Excerpt
At a Christmas Eve gathering in 2008, a natural gas explosion (9/9/2010) in a suburban Sacramento neighborhood killed a 72-year-old man and injured his daughter and granddaughter. Investigators determined that Pacific Gas and Electric was to blame for a leak, but federal and state regulators never cited the utility for safety violations.
It was one example of what many experts and studies say is weak oversight of gas pipelines in the United States, a problem that has contributed to hundreds of pipeline episodes that have killed 60 people and injured 230 others in the last five years. Those figures do not include the final toll of the explosion of another Pacific Gas and Electric pipeline this month in San Bruno, Calif., that left seven people dead and more than 50 injured.
Though the cause of that explosion was still under investigation, it was the latest event to raise concerns among safety experts. Several independent government reviews, going back several years, have found systemic problems with the way the Pipeline and Hazardous Materials Safety Administration, the federal agency in charge of pipeline oversight, enforces safety rules.
In 2004, for example, the General Accounting Office documented how pipeline safety enforcement “needs further strengthening.” It noted that average fines of less than $30,000 offered little deterrence and that the agency had trouble collecting the fines.
A 2008 Congressional Research Service report said that the enforcement strategy of federal agencies of the nation’s pipelines was an “ongoing concern.”
“I believe there is a lack of a strong safety culture in the natural gas industry,” said Jim Hall, the chairman of the National Transportation Safety Board from 1994 to 2001 and an experienced pipeline investigator. “When you have a lack of enforcement activity, you end up with a tragedy.”
An examination of the pipeline agency’s safety record points to many shortcomings, as well. For example, a review by The New York Times of all enforcement cases initiated during the past eight years shows that a third of them are unresolved.
NOTE: There is confusion in the Times article; the linked reference to the "natural gas explosion" in the article is a 9/9/2010 incident, NOT 2008.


WORK REQUIRED: In the listing below, pick out lines with "filled".

DATA SUPPLIED:
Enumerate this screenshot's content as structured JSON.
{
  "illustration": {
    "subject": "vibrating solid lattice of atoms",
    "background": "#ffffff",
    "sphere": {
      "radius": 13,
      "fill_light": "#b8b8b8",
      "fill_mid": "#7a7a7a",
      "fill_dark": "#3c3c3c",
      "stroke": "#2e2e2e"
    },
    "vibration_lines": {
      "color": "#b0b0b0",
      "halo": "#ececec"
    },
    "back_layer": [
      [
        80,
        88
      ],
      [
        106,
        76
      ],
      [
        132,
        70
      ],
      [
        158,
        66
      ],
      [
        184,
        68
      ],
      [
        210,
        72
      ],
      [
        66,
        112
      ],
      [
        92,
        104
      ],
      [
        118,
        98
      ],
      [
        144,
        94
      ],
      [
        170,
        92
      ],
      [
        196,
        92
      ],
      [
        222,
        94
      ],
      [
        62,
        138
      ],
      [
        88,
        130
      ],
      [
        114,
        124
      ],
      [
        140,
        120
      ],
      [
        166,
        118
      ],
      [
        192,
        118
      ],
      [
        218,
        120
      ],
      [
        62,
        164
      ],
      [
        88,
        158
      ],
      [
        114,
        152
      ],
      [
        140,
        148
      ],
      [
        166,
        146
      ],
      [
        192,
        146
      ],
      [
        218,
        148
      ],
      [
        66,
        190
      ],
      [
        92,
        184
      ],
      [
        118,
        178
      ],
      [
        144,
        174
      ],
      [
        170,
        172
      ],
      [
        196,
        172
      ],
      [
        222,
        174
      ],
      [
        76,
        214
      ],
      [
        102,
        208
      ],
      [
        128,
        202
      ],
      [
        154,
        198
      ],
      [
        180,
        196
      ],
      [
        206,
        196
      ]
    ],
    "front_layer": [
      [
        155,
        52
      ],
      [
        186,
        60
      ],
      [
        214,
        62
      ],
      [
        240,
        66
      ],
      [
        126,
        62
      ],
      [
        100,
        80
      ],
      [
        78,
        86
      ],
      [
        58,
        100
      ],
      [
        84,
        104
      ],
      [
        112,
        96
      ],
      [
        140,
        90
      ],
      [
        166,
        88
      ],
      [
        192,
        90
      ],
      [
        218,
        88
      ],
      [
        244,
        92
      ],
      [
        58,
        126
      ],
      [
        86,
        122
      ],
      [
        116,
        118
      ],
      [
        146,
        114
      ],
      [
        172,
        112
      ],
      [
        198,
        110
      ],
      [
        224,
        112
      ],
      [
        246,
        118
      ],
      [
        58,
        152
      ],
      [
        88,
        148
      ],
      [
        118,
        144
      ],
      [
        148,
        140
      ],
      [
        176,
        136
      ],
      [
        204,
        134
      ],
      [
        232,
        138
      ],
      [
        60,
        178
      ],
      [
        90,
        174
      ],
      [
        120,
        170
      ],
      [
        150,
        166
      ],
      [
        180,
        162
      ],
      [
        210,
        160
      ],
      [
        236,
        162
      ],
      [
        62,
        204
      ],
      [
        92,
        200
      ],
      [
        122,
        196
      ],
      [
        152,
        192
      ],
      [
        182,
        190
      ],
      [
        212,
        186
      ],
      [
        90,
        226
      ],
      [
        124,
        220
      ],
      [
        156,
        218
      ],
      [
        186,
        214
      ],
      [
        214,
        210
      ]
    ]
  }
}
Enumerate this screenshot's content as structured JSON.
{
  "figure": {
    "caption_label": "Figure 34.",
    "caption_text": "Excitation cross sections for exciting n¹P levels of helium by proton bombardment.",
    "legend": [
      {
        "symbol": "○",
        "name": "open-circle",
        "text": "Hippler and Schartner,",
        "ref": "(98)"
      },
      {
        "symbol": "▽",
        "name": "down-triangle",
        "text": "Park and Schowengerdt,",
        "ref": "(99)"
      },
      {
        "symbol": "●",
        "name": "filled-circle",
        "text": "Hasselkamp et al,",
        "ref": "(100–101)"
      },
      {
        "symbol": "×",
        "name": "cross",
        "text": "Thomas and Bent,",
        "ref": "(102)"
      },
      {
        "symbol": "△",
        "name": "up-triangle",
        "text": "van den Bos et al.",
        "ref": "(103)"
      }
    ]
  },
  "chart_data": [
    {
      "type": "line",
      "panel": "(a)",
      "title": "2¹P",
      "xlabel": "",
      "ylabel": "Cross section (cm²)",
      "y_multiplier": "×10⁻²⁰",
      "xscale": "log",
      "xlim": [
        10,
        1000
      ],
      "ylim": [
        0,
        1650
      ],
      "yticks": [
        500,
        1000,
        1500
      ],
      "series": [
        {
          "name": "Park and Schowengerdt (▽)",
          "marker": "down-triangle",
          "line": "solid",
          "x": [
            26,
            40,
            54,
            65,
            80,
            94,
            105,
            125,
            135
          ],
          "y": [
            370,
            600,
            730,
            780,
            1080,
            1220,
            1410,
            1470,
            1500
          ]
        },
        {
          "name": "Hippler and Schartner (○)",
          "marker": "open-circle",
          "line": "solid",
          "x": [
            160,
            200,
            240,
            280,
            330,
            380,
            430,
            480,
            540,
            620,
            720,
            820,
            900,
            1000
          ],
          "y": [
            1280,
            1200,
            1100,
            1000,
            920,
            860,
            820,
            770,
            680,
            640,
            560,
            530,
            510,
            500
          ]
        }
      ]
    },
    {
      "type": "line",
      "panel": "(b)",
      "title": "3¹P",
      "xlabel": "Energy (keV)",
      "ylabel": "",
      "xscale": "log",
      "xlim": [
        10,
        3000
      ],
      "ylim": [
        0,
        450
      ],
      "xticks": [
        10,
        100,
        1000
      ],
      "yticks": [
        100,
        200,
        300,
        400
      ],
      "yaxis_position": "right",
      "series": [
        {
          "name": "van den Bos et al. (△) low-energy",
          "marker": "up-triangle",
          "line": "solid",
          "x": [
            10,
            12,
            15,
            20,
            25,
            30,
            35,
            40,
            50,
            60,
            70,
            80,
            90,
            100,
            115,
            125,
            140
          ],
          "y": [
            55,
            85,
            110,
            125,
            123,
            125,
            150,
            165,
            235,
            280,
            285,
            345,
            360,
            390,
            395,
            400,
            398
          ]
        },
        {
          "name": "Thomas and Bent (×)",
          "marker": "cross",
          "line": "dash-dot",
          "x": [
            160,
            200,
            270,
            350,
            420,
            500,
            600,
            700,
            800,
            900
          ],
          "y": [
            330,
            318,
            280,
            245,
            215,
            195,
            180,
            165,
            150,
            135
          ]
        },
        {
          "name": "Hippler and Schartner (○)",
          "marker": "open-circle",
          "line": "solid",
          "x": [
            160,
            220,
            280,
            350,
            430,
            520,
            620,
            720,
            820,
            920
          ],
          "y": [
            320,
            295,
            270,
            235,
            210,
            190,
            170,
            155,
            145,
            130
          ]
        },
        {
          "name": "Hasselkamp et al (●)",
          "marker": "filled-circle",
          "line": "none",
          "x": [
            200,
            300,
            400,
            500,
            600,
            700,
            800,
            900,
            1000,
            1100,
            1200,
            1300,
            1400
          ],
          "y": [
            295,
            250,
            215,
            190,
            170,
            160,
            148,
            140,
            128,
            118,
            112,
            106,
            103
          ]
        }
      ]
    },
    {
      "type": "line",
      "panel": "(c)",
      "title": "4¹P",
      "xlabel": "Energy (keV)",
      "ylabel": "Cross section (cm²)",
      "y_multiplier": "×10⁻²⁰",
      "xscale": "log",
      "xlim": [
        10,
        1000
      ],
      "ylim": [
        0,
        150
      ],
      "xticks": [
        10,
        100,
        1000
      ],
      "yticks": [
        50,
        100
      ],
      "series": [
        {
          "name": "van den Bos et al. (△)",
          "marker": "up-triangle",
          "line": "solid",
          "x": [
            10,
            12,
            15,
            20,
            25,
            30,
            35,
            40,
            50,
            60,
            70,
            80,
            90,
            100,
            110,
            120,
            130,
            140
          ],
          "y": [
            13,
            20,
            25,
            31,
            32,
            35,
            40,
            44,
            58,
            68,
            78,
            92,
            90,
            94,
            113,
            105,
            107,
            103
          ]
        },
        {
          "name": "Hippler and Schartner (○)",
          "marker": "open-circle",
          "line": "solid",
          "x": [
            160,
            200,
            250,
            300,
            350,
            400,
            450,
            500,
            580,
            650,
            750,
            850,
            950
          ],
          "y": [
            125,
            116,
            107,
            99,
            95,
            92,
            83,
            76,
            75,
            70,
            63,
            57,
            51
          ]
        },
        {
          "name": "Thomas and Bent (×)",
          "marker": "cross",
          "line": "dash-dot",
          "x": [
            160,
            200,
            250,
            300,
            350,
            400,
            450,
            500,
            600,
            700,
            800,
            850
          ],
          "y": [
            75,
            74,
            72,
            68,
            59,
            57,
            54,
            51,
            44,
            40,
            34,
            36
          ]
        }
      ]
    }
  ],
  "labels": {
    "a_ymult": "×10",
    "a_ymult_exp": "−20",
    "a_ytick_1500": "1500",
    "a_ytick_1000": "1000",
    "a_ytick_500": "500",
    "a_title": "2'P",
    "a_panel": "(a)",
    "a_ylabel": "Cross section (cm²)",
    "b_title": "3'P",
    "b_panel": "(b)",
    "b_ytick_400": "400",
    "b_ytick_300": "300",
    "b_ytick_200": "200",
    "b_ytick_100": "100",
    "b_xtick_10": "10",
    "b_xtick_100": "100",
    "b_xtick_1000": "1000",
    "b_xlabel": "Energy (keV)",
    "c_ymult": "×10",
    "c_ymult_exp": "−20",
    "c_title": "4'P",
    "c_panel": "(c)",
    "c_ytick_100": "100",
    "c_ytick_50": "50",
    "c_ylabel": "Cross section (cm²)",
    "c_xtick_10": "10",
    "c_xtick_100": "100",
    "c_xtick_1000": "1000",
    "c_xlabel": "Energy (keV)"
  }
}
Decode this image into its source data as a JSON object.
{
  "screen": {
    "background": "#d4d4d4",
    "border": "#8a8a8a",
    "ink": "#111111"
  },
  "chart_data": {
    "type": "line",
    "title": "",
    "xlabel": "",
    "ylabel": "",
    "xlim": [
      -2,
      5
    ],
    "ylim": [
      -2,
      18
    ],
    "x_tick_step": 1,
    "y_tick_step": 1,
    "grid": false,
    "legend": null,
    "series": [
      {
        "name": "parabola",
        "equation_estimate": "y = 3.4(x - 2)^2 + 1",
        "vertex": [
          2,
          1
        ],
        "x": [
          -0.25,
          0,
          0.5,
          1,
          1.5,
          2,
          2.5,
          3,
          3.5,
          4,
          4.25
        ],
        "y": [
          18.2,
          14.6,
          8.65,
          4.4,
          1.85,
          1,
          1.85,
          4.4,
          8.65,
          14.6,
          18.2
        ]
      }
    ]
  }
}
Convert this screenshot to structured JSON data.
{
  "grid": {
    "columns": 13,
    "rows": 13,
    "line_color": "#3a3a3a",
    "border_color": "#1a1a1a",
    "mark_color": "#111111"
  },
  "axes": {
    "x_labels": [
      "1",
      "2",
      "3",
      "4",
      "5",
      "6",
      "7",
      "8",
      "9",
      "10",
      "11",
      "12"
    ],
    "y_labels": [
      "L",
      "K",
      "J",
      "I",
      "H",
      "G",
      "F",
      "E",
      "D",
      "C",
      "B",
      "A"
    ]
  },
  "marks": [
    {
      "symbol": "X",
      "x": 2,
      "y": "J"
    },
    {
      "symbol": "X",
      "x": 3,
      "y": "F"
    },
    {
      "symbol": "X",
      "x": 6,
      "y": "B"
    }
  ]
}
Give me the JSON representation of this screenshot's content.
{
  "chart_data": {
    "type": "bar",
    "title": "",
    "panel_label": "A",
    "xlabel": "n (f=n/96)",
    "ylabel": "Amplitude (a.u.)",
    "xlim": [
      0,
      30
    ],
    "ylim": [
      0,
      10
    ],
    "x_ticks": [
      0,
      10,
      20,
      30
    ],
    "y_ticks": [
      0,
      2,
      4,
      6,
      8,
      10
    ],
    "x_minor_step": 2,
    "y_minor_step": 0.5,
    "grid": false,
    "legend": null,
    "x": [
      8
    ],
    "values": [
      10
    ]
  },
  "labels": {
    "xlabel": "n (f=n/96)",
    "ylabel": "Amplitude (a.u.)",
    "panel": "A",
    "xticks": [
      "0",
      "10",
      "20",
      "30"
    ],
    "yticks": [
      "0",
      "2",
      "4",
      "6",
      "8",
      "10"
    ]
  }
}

WRITTEN ANSWER:
        "name": "filled-circle",
          "marker": "filled-circle",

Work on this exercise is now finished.